Who’s the extremist in the race for president?

Kamala Harris’s most recent speech praised the late Republican Sen. John McCain, former Republican Sen. Jeff Flake, and promised to have a Republican in her cabinet. Former President Donald Trump’s most recent comments called for using the National Guard and military against “radical left lunatics” planning chaos on election day.

It would be pretty hard to say that Trump is reaching out to middle America. He remains the extremist in the race. But maybe some people think Trump’s extremism is just what we need—revenge on America’s politically correct elites. Why not eliminate the old America even if it means letting Trump rough up his enemies, enrich his friends, and politicize every aspect of the federal government? What have we got to lose?

Former President Donald Trump greets supporters during a campaign rally at the Grand Sierra Resort on Oct. 11, in Reno, Nevada.

Justin Sullivan/Getty Images

Well, plenty, actually. If you have a spouse, or children, or a home, or a 401(k), or a job, you have a lot to lose by electing a man whose former top general recently labelled him a dangerous fascist—a lawless person who wants the power to do whatever he wants to you or your property. America was founded to oppose exactly this. America came to dominate the world by opposing this. America is a magnet because here no one is free to mess with you or your stuff without answering to the law.

And that magnet has attracted money that makes your home, your job, and your 401(k) more valuable. The world trusts the dollar and puts its money in our stock markets because we play by the rules. Have you seen anyone anxious to invest in the countries run by Trump’s thuggish friends Russian President Vladimir Putin and Korean leader Kim Jong Un? Isn’t lack of the rule of law a major reason foreign investment in China has been dropping? People won’t put their money where rulers can change the rules on a whim or turn the machinery of government against anyone who stands in their way—just as Trump has promised to do with his enemies if he is elected.

And no, Trump’s extremist talk isn’t just harmless bluster. He wasn’t just being a good old-fashioned storyteller when he made up stories about FEMA not helping Republican hurricane victims. Some people believed his lies, including the militias hunting FEMA agents in North Carolina, just like some people believed his lies about immigrants in Aurora, Colorado, and Springfield, Ohio, leaving Aurora castigated by crackpots and Springfield besieged with bomb threats.

Is it true that despite all of his extremist talk things were more peaceful during Trump’s term than President Joe Biden’s? Yes, there is now war in Ukraine and in the Middle East. But what about the chaos in the United States during Trump’s term?

If Biden is responsible for the wars that broke out far from our shores during his term, wasn’t Trump responsible for the three dead and 35 injured during the white supremacist violence in Charlottesville? Shouldn’t he have prevented the hundreds of police and protester injuries along with the deaths of at least 10 people during the George Floyd riots, not to mention the $1 billion in property damage? Is he not to blame for the over one million Americans who died following his minimizing the danger of COVID-19? Is Trump not even more directly responsible for hurling an angry mob at the United States Capitol in 2021 where more than 140 police officers were injured and as many as nine people died? Which instability is worse for American families—chaos and violence at home or abroad?

Nobody can say Vice President Kamala Harris has ever been responsible for similar violence. And has she led a left-wing extremist campaign? Is she just a DEI diva? She could have doubled down on DEI in picking her vice president. But instead, she picked Tim Walz, a paunchy middle-aged white former football coach with a hunting license. Harris is not exactly extremist.

Still, maybe you think this means Harris is too ill-defined, and think that at least we know what we’re getting with Trump. Sure, we do. The trouble is that it’s something really, really bad.

Thomas G. Moukawsher is a former Connecticut complex litigation judge and a former co-chair of the American Bar Association Committee on Employee Benefits. He is the author of the new book, The Common Flaw: Needless Complexity in the Courts and 50 Ways to Reduce It.

The views expressed in this article are the writer’s own.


- **YOUR INSTRUCTIONS**
The expected output is each line in the data below that includes the string "check".

*** Opening of SOURCE MATERIAL ***

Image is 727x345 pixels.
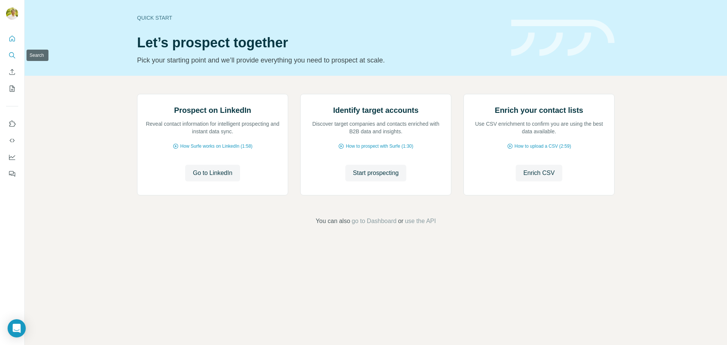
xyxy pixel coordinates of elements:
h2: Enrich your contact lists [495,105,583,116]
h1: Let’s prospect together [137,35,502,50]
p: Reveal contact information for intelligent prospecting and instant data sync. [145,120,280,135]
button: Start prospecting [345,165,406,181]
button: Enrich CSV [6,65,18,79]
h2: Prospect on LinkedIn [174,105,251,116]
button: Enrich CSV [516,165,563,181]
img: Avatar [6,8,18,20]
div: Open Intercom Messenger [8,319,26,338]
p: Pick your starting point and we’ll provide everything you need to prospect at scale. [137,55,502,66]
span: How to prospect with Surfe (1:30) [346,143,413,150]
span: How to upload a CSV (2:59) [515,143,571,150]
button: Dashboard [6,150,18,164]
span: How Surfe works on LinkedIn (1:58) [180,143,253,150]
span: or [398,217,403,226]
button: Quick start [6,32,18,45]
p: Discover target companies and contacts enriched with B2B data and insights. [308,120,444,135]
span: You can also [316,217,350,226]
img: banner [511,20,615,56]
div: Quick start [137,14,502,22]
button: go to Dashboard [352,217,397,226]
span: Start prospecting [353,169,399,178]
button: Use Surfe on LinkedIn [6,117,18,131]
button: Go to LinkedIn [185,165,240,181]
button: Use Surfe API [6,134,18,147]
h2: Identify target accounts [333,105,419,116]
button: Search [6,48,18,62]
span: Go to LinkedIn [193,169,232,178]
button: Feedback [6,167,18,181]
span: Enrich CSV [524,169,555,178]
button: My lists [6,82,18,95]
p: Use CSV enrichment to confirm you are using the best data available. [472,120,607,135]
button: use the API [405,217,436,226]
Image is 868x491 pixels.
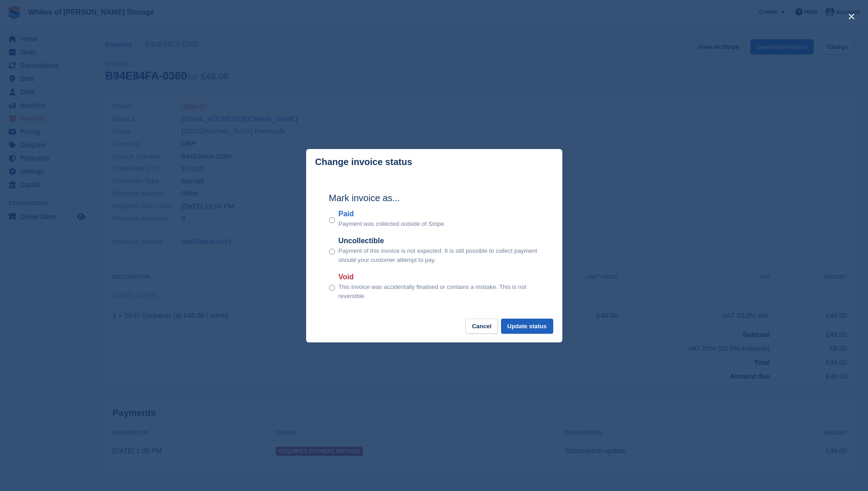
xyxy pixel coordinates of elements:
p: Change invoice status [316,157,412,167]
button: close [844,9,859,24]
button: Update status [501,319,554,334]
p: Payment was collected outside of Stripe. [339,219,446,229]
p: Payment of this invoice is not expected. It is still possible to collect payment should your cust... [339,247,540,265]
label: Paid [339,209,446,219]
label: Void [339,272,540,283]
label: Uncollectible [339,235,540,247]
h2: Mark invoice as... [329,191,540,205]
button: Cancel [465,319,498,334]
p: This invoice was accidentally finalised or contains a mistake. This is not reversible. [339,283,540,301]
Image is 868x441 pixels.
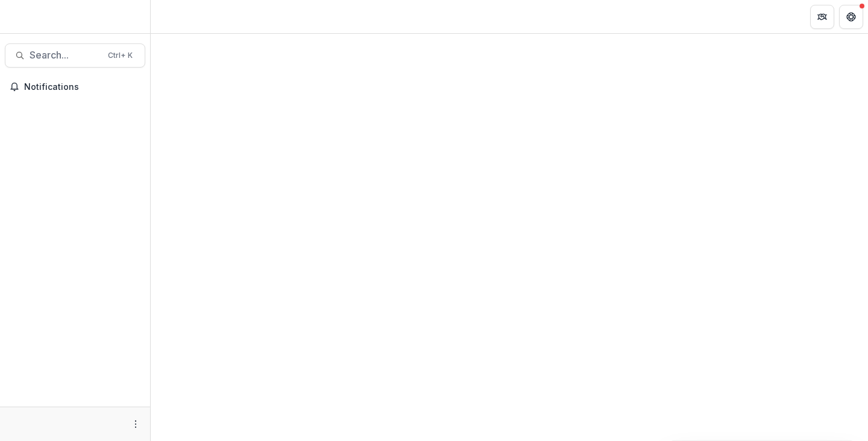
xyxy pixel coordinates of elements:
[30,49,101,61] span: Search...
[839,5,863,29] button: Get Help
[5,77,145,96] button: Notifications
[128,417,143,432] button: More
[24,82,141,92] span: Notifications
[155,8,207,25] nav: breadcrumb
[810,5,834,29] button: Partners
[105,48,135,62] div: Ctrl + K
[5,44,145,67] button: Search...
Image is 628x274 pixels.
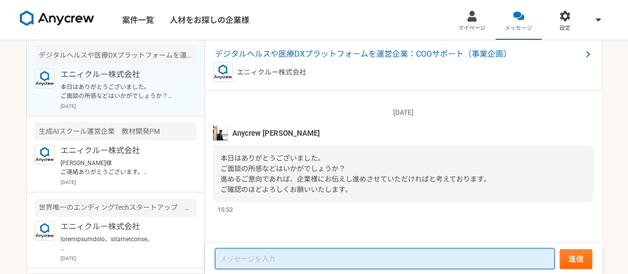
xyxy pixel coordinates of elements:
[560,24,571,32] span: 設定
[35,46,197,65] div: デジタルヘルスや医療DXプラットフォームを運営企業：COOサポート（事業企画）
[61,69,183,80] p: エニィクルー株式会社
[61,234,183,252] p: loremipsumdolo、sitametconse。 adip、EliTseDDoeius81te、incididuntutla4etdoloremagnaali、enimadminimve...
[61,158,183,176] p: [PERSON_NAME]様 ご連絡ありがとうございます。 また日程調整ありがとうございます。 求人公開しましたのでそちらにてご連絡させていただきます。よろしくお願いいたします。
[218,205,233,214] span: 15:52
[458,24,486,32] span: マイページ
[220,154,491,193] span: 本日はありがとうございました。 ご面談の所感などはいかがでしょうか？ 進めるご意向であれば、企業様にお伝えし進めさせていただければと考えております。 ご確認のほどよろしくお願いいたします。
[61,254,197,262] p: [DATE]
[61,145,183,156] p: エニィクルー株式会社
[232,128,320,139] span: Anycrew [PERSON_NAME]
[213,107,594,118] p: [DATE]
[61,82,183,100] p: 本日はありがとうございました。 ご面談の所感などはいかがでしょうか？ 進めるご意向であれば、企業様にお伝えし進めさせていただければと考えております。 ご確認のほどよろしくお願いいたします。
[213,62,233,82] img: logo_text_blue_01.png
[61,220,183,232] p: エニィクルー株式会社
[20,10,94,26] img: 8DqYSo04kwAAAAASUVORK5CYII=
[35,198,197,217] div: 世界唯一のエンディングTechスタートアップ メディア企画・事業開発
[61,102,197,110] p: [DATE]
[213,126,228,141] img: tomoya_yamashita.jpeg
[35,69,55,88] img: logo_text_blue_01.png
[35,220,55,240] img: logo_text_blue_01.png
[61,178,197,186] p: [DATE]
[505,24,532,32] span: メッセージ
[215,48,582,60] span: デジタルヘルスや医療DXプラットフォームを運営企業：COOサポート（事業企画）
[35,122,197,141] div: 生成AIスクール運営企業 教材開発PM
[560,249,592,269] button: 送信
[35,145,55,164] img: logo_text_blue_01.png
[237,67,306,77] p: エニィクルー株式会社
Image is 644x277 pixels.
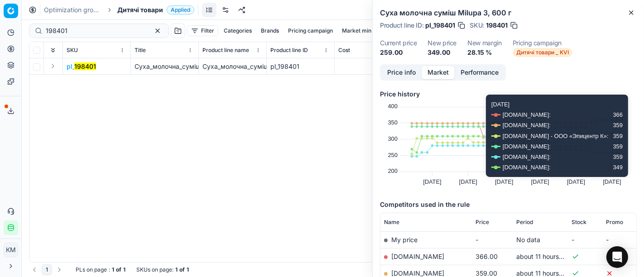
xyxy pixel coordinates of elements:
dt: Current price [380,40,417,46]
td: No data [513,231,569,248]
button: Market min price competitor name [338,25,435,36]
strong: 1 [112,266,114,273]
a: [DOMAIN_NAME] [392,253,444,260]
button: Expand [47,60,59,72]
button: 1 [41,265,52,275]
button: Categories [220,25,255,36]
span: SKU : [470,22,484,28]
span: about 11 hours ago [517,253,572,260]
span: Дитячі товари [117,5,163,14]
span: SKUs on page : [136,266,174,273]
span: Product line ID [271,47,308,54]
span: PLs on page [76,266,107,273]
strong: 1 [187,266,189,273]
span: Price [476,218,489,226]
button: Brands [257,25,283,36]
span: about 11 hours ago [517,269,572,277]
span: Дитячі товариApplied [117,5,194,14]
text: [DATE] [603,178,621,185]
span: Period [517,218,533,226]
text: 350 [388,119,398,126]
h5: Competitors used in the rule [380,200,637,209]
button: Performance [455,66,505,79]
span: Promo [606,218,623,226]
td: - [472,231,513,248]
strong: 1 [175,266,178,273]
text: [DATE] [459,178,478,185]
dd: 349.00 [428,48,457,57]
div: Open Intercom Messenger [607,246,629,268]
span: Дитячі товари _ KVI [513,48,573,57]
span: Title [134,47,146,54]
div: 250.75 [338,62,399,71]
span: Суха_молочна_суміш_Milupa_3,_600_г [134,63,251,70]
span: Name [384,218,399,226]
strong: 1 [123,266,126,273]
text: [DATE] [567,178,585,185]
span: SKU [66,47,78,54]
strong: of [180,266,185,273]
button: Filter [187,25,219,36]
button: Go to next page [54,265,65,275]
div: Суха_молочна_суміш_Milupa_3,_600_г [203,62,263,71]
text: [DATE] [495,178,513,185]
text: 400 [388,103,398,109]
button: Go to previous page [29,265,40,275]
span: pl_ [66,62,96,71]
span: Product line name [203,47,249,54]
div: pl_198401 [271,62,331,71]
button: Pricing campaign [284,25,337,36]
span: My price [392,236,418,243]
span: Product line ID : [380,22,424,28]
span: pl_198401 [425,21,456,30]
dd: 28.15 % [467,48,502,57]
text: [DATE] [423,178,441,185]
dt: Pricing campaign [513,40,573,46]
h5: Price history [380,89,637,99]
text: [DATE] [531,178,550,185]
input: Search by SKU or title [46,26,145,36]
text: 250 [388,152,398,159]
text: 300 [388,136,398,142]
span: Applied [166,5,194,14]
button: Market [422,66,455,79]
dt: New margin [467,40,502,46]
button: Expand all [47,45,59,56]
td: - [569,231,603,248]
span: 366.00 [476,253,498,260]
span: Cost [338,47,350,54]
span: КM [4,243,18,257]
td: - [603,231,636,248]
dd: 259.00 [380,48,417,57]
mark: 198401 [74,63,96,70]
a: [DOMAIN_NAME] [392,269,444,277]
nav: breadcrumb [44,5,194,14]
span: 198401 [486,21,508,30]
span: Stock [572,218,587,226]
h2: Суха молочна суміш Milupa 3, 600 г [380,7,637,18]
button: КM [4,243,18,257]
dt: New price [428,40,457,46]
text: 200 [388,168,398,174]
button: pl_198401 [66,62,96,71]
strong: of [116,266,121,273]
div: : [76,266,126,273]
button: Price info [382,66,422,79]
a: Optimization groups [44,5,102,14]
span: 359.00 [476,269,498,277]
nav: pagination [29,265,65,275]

*** Close of SOURCE MATERIAL ***
*** Opening of SOURCE MATERIAL ***

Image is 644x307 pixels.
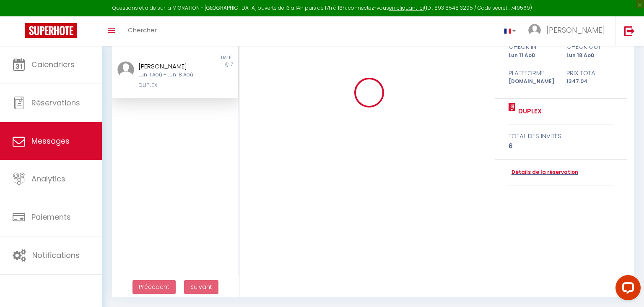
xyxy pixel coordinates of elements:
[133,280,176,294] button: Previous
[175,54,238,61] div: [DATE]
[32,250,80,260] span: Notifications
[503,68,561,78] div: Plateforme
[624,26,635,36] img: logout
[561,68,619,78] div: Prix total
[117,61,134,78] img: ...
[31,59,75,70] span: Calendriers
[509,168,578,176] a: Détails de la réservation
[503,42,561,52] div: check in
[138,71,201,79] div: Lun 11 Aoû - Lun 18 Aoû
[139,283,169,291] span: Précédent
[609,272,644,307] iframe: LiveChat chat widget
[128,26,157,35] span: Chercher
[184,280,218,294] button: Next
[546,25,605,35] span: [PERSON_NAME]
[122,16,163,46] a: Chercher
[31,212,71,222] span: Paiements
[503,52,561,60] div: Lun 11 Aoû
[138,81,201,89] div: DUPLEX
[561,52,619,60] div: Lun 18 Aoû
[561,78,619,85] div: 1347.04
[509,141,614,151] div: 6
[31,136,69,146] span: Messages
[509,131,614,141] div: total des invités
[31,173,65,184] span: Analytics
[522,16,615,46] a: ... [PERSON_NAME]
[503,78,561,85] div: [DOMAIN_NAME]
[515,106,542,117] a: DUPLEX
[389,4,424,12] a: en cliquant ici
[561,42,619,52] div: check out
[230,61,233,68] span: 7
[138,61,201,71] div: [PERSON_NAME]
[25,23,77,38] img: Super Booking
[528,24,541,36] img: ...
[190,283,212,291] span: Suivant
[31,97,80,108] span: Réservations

*** Close of SOURCE MATERIAL ***
*** Opening of SOURCE MATERIAL ***

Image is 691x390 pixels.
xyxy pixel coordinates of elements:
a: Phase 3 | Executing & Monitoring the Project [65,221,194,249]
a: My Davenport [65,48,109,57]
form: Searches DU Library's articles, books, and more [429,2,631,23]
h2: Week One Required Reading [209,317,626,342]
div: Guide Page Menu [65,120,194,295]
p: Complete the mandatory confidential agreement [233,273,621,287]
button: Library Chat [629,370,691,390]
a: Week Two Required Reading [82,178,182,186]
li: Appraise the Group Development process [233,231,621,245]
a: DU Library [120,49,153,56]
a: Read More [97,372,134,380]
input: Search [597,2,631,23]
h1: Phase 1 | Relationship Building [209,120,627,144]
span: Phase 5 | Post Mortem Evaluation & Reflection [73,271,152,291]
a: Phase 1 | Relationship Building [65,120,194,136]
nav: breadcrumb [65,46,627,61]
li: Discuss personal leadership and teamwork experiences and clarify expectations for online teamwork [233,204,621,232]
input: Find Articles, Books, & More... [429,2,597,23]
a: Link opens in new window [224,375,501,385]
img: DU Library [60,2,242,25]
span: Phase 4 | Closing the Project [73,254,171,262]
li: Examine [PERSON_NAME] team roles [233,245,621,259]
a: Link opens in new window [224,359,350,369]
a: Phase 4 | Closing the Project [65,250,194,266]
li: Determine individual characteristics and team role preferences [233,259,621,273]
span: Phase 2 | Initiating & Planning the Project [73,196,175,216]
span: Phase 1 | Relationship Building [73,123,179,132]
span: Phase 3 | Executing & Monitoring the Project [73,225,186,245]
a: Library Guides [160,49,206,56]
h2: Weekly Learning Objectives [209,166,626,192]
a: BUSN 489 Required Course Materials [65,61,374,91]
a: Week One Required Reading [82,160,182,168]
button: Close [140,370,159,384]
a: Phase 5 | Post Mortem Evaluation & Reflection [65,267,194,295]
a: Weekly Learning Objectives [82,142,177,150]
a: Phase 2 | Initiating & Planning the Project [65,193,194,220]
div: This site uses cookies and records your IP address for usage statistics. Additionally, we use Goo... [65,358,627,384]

*** Close of SOURCE MATERIAL ***

- **SOLUTION FOR THIS TASK**
[503,42,561,52] div: check in
[561,42,619,52] div: check out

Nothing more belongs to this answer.